The source of the longer of these two small rivers, the Breg, begins as a little brooklet emerging from under a headstone at the upper, western, end of a picturesque valley that features an inn and restaurant, and a small chapel nearby. You reach this point on a narrow road that clings to the north side of the valley; a fifty metre path leads down to the source itself, where you can dip your hands into, and sample, the furthest source of one of the two great storied rivers of Europe.
Interestingly, the other river, the Rhein, is not far away, despite the fact that it empties eventually into the North Sea. So the continential divide between the Black Sea (& Mediterranean) and the North Sea, snakes its way across southern Germany, quite close to both rivers.
Thanks Erasmus!
During the Ice Age, the Rhine in Germany and the Thames in England were the same river. They were connected over what is now the English Channel.

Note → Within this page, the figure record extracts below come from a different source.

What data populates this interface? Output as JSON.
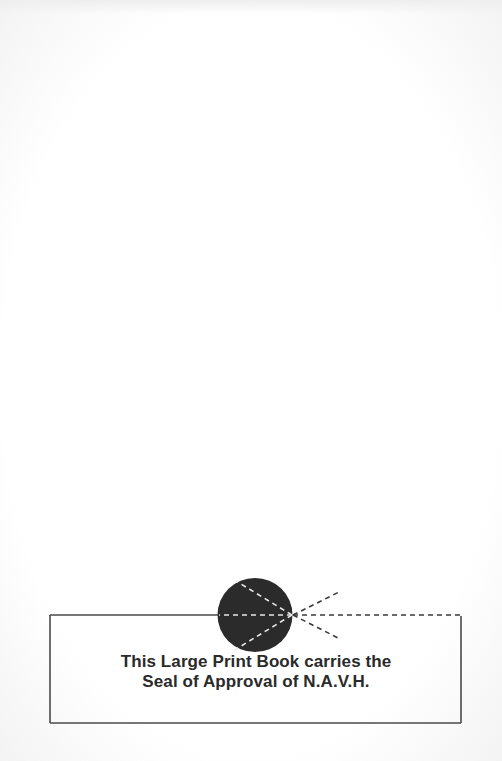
{
  "page": {
    "type": "large-print-book-notice-page",
    "seal": {
      "description": "N.A.V.H. seal: dark circle with dashed rays emanating from a point",
      "colors": {
        "circle": "#2b2b2b",
        "rays_inside": "#e6e6e6",
        "rays_outside": "#3a3a3a",
        "frame": "#444444"
      }
    },
    "notice": {
      "line1": "This Large Print Book carries the",
      "line2": "Seal of Approval of N.A.V.H."
    }
  }
}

That’s interesting, too. Where did the combined river empty? Did the Thames-to-be flow the opposite to its present-day course and empty out into the Irish Sea somewhere in Wales(-to-be)?
Awesome. You ought to write travel books. Do you have any photos to post?
More here.
My own pics were on a roll I lost before I could get it developed (along with shots of the site of the final German WWII nuclear reactor experiment in Haigerloch).
However, you can see pics in Wikipedia under "Breg River." Try the German Wiki for a little more data than the English Wiki entry.
I would guess they both emptied into and joined in the low spot which is now filled with the water known as the English Channel.